An app onboarding screen that displays great on the latest iPhone Pro will most likely not work as well with the limited screen estate available on a first generation iPhone SE. Small tweaks to the layout, spacing and font size based on the available screen dimensions are often necessary to craft the best experience for all devices. In responsive design this work is done by categorizing devices into a set of predefined screen sizes defined by their breakpoints, for example:
With these breakpoints we're saying that anything below 321 pixels in width should fall in the category of being a small phone, anything above that but below 768 is a regular phone size, and everything wider than that is a tablet.
With these set, let's expand our previous Box component to also accept specific props for each screen size, in this manner:
Here's roughly how you would go about implementing this functionality:
In a complete implementation of the above you would ideally use a hook based approach to get the current screen dimensions that also refreshes on change (for example when changing device orientation), but I’ve left that out in the interest of brevity.
#6. Enforce the System with TypeScript
This final best practice requires you to be using TypeScript for your project.
TypeScript and React pair incredibly well together, especially when using a modern code editor such as Visual Studio Code. Instead of relying on React’s PropTypes
validation, which only happens when the component is rendered at run-time, TypeScript allows you to validate these types as you are writing the code. This means that if TypeScript isn’t displaying any errors in your project, you can rest assured that there are no invalid uses of the component anywhere in your app.
Using the prop validation mechanisms of TypeScript
TypeScript isn’t only there to tell you when you’ve done something wrong, it can also help you in using your React components correctly. Using the prop validation mechanisms of TypeScript, we can define our property types to only accept values available in the theme. With this, your editor will not only tell you if you're using an unavailable value, it will also autocomplete to one of the valid values for you.
Here's how you need to define your types to set this up:
Evolve Your Styling Workflow
Following the best practices above via our Restyle library made a significant improvement to how we work with styles in our React Native app. Styling has become more enjoyable through the use of Restyle’s Box and Text components, and by restricting the options for colors, typography and spacing it’s now much easier to build a great-looking prototype for a new feature before needing to involve a designer in the process. The use of responsive style properties has also made it easy to tailor styles to specific screen sizes, so we can work more efficiently with crafting the best experience for any given device.

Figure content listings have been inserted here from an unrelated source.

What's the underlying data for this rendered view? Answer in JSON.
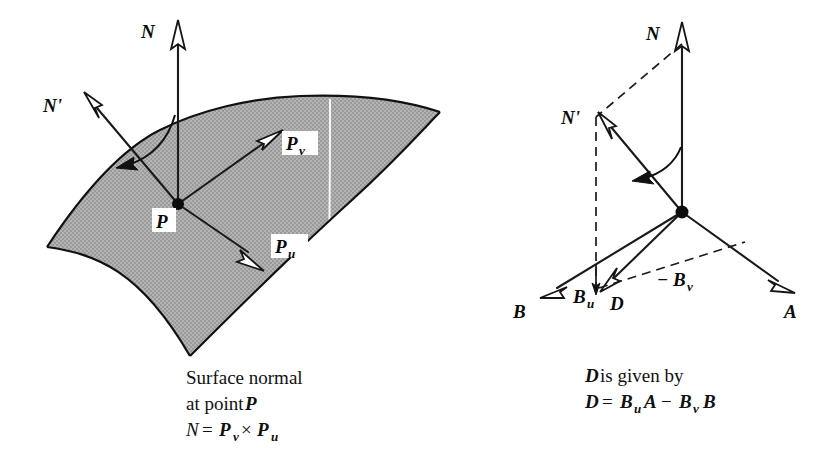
{
  "figure": {
    "background_color": "#ffffff",
    "ink_color": "#111111",
    "surface_fill_color": "#a9a9a9",
    "isoparm_color": "#ffffff"
  },
  "left_panel": {
    "name": "surface-normal-panel",
    "vectors": [
      {
        "id": "N",
        "label": "N",
        "subscript": "",
        "style": "solid",
        "head": "hollow-open"
      },
      {
        "id": "Np",
        "label": "N'",
        "subscript": "",
        "style": "solid",
        "head": "hollow-open"
      },
      {
        "id": "Pv",
        "label": "P",
        "subscript": "v",
        "style": "solid",
        "head": "hollow-open"
      },
      {
        "id": "Pu",
        "label": "P",
        "subscript": "u",
        "style": "solid",
        "head": "hollow-open"
      }
    ],
    "point_label": "P",
    "arc_annotation": "rotation-from-N-to-N-prime",
    "caption_lines": [
      {
        "parts": [
          {
            "text": "Surface normal",
            "style": "roman"
          }
        ]
      },
      {
        "parts": [
          {
            "text": "at point ",
            "style": "roman"
          },
          {
            "text": "P",
            "style": "bold-italic"
          }
        ]
      },
      {
        "parts": [
          {
            "text": "N",
            "style": "italic"
          },
          {
            "text": " = ",
            "style": "roman"
          },
          {
            "text": "P",
            "style": "bold-italic"
          },
          {
            "text": "v",
            "style": "sub"
          },
          {
            "text": " × ",
            "style": "roman"
          },
          {
            "text": "P",
            "style": "bold-italic"
          },
          {
            "text": "u",
            "style": "sub"
          }
        ]
      }
    ],
    "caption_plain": [
      "Surface normal",
      "at point P",
      "N = Pv × Pu"
    ]
  },
  "right_panel": {
    "name": "perturbation-vectors-panel",
    "vectors": [
      {
        "id": "N",
        "label": "N",
        "subscript": "",
        "style": "solid",
        "head": "hollow-open"
      },
      {
        "id": "Np",
        "label": "N'",
        "subscript": "",
        "style": "solid",
        "head": "hollow-open"
      },
      {
        "id": "A",
        "label": "A",
        "subscript": "",
        "style": "solid",
        "head": "hollow-open"
      },
      {
        "id": "B",
        "label": "B",
        "subscript": "",
        "style": "solid",
        "head": "hollow-open"
      },
      {
        "id": "D",
        "label": "D",
        "subscript": "",
        "style": "solid",
        "head": "hollow-open"
      },
      {
        "id": "Bu",
        "label": "B",
        "subscript": "u",
        "style": "solid",
        "head": "small-tick"
      },
      {
        "id": "mBv",
        "label": "− B",
        "subscript": "v",
        "style": "dashed",
        "head": "none"
      }
    ],
    "dashed_elements": [
      "N-to-Nprime-top-connector",
      "Nprime-vertical-drop",
      "minus-Bv-projection"
    ],
    "arc_annotation": "rotation-from-N-to-N-prime",
    "caption_lines": [
      {
        "parts": [
          {
            "text": "D",
            "style": "bold-italic"
          },
          {
            "text": " is given by",
            "style": "roman"
          }
        ]
      },
      {
        "parts": [
          {
            "text": "D",
            "style": "bold-italic"
          },
          {
            "text": " = ",
            "style": "roman"
          },
          {
            "text": "B",
            "style": "bold-italic"
          },
          {
            "text": "u",
            "style": "sub"
          },
          {
            "text": " A",
            "style": "bold-italic"
          },
          {
            "text": " − ",
            "style": "roman"
          },
          {
            "text": "B",
            "style": "bold-italic"
          },
          {
            "text": "v",
            "style": "sub"
          },
          {
            "text": " B",
            "style": "bold-italic"
          }
        ]
      }
    ],
    "caption_plain": [
      "D is given by",
      "D = Bu A − Bv B"
    ]
  },
  "labels": {
    "N": "N",
    "N_prime": "N'",
    "P": "P",
    "P_base": "P",
    "P_sub_v": "v",
    "P_sub_u": "u",
    "A": "A",
    "B": "B",
    "D": "D",
    "B_base": "B",
    "B_sub_u": "u",
    "minus": "−",
    "B_sub_v": "v",
    "times": "×",
    "equals": "=",
    "surface_normal_l1": "Surface normal",
    "surface_normal_l2a": "at point ",
    "surface_normal_l2b": "P",
    "d_given_by_a": "D",
    "d_given_by_b": " is given by"
  }
}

Restyle’s configurability through theming allowed us to maintain a theme for Arrive while iterating on the theme for Shop. Once we were ready to flip the switch, we just needed to point Restyle to our new theme to complete the transformation. We also introduced dark mode into the app without it being a concrete part of our roadmap—we found it so easy to add we simply couldn't resist doing it.
If you've asked some of the same questions we posed initially, you should consider adopting these best practices. And if you want a tool that helps you along the way, our Restyle library is there to guide you and make it an enjoyable experience.
Wherever you are, your next journey starts here! Intrigued? We’d love to hear from you.